Guests who stayed here loved
“I ended up at The Westbury Dubbo at very short notice after an Avis rental car debacle at the airport meant I unexpectedly needed to stay the night in Dubbo. In the circumstances, it felt less like making a normal hotel booking and more like being rescued by a charming elderly house with good manners.
The building itself is lovely: an old, restored Dubbo residence with a sense of history, proportion and quiet eccentricity that modern hotels rarely manage. It feels like a heritage building in spirit, with the air of a grand old country house that has seen plenty of arrivals, departures and minor travel disasters before mine.
I stayed on the ground floor in a comfortable room where the large bed very much dominated the space. The room was mostly clean, warm and pleasant, with decoration that seemed to fit the era of the building rather than fight against it. It was not slick or corporate, which was very much the point. It felt personal, whimsical and very much of its place.
The room had what I needed after a long and ridiculous travel day: mini fridge, coffee, reverse-cycle air conditioning and enough comfort to decompress. The hallway and common areas had a beautiful scent, and there were enough small decorative touches to make the stay feel cared for without becoming fussy.
There was one less charming old-building moment: while my laptop was plugged in, there was a crackly electrical event, after which the laptop shut off and has not behaved quite the same since. I cannot say with certainty what caused it, but it was unsettling and made me wonder whether some of the older electrical fittings might deserve a check.
The first little story of the stay was the mysterious carafe in the main foyer.
With glasses nearby, it contained something dark and inviting that looked very much like port or tawny. It had the air of an old-house ritual, the sort of thing that brought to mind Penfolds Grandfather Tawny and a slower, more civilised era of travel. As I never saw another soul and was not explicitly invited to partake, I left the port, or possible port, to its secrets.
Instead, following a local recommendation, I walked out for a local gin martini and a pub-style surf and turf at the Pastoral Hotel. The sirloin was genuinely surprising: a generous cut with an enormous fat cap and what looked suspiciously like an expert reverse sear - edge-to-edge medium rare, with a proper crust. The crisp salad did its job; the mashed potato was sadly lumpy and defeated. Still, after a 45-minute wait on a very busy Saturday night, it was a far better pub dinner than the circumstances had any right to deliver.
Breakfast the next morning was self-serve in the sunroom, which was still comfortable in winter, though I imagine it would be especially lovely in better weather. I had banana on toast, coffee, yoghurt and a very tasty local granola. The coffee was average rather than memorable, but in context - quiet sunroom, old house, emergency accommodation turning into a gentle morning - it was perfectly adequate.
They were also able to accommodate a late check-out while I resolved what I thought was the last of the Avis issue, though with comic timing this would prove not to be the last of the Avis car issues. That flexibility was genuinely appreciated.
Overall, The Westbury turned an annoying travel disruption into a memorable and unexpectedly charming overnight stay. Comfortable, characterful, generous when it mattered, and full of old-house atmosphere. There was an unsettling electrical incident that would make me cautious about using the power points without a surge protector, but otherwise it was a warm, whimsical and quietly lovely place to land after the airport chaos.”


• [Action item]
The data below is to be written out exactly, with no pictures.

***** Extracted material

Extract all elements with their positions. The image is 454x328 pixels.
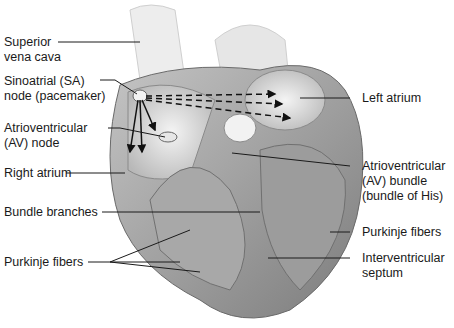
label-left-atrium: Left atrium [362,91,421,106]
label-line: Atrioventricular [4,121,87,136]
label-purkinje-fibers-left: Purkinje fibers [4,255,83,270]
label-line: Purkinje fibers [4,255,83,270]
label-bundle-branches: Bundle branches [4,205,98,220]
label-purkinje-fibers-right: Purkinje fibers [362,225,441,240]
label-superior-vena-cava: Superior vena cava [4,35,61,65]
label-av-node: Atrioventricular (AV) node [4,121,87,151]
label-line: vena cava [4,50,61,65]
label-line: (AV) node [4,136,87,151]
label-line: (AV) bundle [362,174,445,189]
label-line: Superior [4,35,61,50]
label-line: Interventricular [362,251,445,266]
label-line: Sinoatrial (SA) [4,74,105,89]
label-line: Purkinje fibers [362,225,441,240]
label-right-atrium: Right atrium [4,166,71,181]
label-line: Right atrium [4,166,71,181]
label-line: Atrioventricular [362,159,445,174]
label-line: (bundle of His) [362,189,445,204]
label-av-bundle: Atrioventricular (AV) bundle (bundle of … [362,159,445,204]
label-sa-node: Sinoatrial (SA) node (pacemaker) [4,74,105,104]
label-line: node (pacemaker) [4,89,105,104]
label-line: Left atrium [362,91,421,106]
label-line: Bundle branches [4,205,98,220]
label-interventricular-septum: Interventricular septum [362,251,445,281]
label-line: septum [362,266,445,281]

**********

• [Answer for this exercise]
Extract all elements with their positions. The image is 454x328 pixels.
label-left-atrium: Left atrium [362,91,421,106]
label-line: Atrioventricular [4,121,87,136]
label-purkinje-fibers-left: Purkinje fibers [4,255,83,270]
label-line: Purkinje fibers [4,255,83,270]
label-bundle-branches: Bundle branches [4,205,98,220]
label-purkinje-fibers-right: Purkinje fibers [362,225,441,240]
label-superior-vena-cava: Superior vena cava [4,35,61,65]
label-av-node: Atrioventricular (AV) node [4,121,87,151]
label-line: vena cava [4,50,61,65]
label-line: (AV) node [4,136,87,151]
label-line: (AV) bundle [362,174,445,189]
label-line: Superior [4,35,61,50]
label-line: Interventricular [362,251,445,266]
label-line: Sinoatrial (SA) [4,74,105,89]
label-line: Purkinje fibers [362,225,441,240]
label-right-atrium: Right atrium [4,166,71,181]
label-line: Right atrium [4,166,71,181]
label-line: Atrioventricular [362,159,445,174]
label-line: (bundle of His) [362,189,445,204]
label-av-bundle: Atrioventricular (AV) bundle (bundle of … [362,159,445,204]
label-sa-node: Sinoatrial (SA) node (pacemaker) [4,74,105,104]
label-line: node (pacemaker) [4,89,105,104]
label-line: Left atrium [362,91,421,106]
label-line: Bundle branches [4,205,98,220]
label-interventricular-septum: Interventricular septum [362,251,445,281]
label-line: septum [362,266,445,281]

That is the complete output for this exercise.